Bruce swung the beam onto the flattened wreckage. Six or seven big moths were crawling over it, the fuselages of their furry bodies moving jerkily, their folded- back wings looking like the cloaks of comic-book spacemen.
In the half-light of dusk he found himself surrounded by furry monsters from a dream.
“Are they—dangerous?’’ Anne Richards asked nervously.
“No, just a bit clumsy.”
“But why are they so attracted to the tent?”
“You’re not going to believe this. They’ve come all this way to mate with that female up there, but they don’t know what a female looks like. Her scent must be all over the tent. They’ll try to mate with anything her scent is on. You know what we’ve just been through? An attempt at mass-rape—by moonmoths!”
“That’s— incredible. ”
“It is only the kind of madness I expect in this place of monsters,” said Khomich.

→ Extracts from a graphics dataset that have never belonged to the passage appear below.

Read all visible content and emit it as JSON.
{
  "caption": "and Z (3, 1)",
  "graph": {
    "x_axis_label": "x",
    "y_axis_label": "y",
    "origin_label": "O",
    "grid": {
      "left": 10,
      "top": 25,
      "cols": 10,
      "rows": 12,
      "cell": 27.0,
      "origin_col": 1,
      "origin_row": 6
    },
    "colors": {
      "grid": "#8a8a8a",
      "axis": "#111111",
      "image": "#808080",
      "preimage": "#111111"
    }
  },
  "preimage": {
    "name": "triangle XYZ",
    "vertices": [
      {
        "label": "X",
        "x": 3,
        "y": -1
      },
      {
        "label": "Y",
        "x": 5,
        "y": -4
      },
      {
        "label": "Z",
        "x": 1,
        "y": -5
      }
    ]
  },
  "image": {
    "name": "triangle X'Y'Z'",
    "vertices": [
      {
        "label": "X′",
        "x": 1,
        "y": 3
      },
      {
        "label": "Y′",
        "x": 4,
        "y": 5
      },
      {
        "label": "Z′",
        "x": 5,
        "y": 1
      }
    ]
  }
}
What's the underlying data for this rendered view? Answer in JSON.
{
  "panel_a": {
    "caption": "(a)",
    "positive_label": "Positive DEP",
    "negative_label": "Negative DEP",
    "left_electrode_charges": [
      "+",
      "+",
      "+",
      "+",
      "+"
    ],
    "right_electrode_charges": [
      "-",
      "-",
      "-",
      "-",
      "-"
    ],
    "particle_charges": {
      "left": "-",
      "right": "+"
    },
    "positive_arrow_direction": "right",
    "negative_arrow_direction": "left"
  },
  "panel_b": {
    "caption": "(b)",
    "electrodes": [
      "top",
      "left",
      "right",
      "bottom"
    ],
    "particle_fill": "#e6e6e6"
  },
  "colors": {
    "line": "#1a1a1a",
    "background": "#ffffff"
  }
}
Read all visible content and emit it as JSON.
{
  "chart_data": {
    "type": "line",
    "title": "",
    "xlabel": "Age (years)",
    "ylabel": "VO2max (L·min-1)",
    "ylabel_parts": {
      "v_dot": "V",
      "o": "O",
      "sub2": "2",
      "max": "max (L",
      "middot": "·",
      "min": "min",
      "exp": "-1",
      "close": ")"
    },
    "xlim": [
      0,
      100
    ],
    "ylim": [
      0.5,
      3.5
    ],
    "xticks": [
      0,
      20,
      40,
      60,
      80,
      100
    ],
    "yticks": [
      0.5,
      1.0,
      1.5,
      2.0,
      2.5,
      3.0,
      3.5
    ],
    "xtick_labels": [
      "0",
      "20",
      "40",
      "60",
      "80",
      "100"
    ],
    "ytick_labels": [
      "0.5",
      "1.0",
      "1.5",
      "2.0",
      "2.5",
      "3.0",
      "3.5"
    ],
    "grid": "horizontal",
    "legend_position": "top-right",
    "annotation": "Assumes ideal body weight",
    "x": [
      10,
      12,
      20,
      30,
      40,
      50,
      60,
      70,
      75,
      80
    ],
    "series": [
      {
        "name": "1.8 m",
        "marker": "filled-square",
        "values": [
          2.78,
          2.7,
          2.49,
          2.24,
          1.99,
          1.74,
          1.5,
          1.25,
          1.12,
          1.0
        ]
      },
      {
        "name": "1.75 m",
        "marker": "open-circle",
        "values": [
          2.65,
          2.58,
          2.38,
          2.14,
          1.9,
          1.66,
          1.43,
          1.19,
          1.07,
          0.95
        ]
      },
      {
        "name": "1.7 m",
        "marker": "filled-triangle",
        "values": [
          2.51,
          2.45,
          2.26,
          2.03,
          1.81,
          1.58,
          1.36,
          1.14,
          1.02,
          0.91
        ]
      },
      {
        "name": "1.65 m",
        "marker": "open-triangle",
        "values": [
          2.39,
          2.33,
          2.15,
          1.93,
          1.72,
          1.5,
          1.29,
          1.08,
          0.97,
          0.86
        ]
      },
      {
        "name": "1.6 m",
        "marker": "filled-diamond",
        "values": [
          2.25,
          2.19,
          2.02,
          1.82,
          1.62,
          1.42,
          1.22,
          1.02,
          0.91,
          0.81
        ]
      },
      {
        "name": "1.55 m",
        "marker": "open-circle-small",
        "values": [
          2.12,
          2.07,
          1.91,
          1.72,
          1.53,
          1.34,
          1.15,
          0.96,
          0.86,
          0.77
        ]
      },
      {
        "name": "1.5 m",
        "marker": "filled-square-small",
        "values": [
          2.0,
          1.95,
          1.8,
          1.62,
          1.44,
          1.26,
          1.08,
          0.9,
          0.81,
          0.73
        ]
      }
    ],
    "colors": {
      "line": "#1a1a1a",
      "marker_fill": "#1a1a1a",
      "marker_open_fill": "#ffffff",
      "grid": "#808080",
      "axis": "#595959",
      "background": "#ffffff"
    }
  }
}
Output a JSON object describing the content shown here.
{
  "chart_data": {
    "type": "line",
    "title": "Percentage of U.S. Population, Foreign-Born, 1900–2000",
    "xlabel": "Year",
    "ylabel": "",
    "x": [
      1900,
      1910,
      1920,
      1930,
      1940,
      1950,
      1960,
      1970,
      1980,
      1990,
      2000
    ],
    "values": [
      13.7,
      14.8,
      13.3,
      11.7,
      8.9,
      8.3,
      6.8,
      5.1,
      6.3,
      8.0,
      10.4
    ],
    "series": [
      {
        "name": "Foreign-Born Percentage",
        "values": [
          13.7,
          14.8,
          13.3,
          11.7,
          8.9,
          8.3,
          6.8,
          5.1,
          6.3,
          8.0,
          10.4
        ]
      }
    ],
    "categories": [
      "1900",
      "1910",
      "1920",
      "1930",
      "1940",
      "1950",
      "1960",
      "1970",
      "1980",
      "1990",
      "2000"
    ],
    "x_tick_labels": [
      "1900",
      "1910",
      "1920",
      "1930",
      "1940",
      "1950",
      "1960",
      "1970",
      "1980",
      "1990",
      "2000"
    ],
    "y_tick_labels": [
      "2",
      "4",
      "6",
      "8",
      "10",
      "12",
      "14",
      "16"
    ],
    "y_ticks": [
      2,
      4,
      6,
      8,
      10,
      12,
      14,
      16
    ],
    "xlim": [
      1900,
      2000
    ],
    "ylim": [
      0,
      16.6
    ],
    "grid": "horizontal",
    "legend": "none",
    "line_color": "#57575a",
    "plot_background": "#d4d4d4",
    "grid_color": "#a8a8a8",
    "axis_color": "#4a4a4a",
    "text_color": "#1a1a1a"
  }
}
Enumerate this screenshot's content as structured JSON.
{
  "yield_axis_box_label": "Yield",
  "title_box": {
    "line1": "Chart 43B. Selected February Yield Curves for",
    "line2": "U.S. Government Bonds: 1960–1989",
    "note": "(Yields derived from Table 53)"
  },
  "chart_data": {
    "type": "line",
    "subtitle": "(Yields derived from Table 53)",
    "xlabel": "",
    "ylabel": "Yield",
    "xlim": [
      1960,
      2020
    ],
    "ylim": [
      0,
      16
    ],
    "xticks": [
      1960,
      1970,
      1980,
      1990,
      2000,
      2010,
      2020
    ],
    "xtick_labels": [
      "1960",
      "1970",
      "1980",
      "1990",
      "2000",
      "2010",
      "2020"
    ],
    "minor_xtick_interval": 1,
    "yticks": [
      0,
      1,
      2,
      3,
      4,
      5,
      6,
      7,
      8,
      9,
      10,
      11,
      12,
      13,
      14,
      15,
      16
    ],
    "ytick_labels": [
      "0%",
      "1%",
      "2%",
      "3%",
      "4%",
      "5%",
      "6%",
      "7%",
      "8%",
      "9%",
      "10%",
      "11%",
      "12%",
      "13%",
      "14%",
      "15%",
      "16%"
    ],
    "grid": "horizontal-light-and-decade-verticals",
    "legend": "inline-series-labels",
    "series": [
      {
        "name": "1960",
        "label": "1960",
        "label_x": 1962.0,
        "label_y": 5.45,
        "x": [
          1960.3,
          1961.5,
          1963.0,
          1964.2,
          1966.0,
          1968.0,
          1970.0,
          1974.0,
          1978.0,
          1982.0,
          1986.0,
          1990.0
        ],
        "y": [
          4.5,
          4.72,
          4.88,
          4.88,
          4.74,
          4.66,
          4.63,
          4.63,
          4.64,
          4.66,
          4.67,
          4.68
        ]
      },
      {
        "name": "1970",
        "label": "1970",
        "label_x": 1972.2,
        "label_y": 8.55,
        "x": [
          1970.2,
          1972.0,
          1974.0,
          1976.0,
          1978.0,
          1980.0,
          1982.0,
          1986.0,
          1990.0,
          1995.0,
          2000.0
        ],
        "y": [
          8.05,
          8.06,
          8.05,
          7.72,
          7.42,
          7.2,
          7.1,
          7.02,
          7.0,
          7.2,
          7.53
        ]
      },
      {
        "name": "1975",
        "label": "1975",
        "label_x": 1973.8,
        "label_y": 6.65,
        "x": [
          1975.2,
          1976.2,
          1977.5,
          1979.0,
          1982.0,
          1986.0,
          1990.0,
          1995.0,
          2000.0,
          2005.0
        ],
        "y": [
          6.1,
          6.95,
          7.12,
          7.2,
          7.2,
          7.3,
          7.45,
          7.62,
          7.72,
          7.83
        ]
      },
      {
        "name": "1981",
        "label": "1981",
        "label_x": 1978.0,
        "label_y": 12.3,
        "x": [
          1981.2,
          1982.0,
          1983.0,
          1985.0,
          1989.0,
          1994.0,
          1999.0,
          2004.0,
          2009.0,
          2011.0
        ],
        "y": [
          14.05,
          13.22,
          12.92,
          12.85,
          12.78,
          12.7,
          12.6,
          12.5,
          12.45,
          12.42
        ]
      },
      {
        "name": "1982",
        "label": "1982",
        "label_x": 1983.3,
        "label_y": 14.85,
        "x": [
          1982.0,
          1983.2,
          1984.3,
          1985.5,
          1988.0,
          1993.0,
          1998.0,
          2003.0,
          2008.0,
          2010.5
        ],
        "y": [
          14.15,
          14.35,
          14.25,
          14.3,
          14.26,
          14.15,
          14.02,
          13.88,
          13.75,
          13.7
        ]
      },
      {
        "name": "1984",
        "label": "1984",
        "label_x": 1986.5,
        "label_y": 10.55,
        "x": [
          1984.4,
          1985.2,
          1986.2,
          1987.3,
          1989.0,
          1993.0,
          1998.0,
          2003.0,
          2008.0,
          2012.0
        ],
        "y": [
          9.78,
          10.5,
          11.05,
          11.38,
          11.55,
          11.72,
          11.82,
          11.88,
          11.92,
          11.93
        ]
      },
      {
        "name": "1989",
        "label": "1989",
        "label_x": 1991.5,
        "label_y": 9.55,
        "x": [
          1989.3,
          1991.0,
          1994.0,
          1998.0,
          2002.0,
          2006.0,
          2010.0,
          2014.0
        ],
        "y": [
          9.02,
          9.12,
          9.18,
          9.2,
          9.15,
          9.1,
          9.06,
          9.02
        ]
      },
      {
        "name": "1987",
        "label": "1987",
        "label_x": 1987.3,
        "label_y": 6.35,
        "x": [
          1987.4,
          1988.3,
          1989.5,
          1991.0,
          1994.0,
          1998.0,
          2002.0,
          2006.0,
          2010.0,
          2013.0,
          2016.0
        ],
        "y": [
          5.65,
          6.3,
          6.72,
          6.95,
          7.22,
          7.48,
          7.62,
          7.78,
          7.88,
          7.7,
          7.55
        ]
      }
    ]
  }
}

Through the rustling of the seething moths, they heard another sound. The soft hooting of an owl.. .
They huddled together against the warmth soaked up by the big stone during the long hours of sunshine. A few yards away, the big moths were still floundering over the ruined tent, still searching for the prize. Out in the terrifying infinity of the night, they saw hazy pinpoints of yellowish light, fireflies signaling to each other in the relentless merry-go-round of courtship and mating. Sometimes the owl’s hooting seemed to be just overhead and then it would come from a distant part of the garden. They took turns staying awake on guard as exhaustion began to overcome fear and shock. Bruce sat with his back against the rock, sleeping bag pulled up to his chest, his arms free to use the pistol which lay in his lap.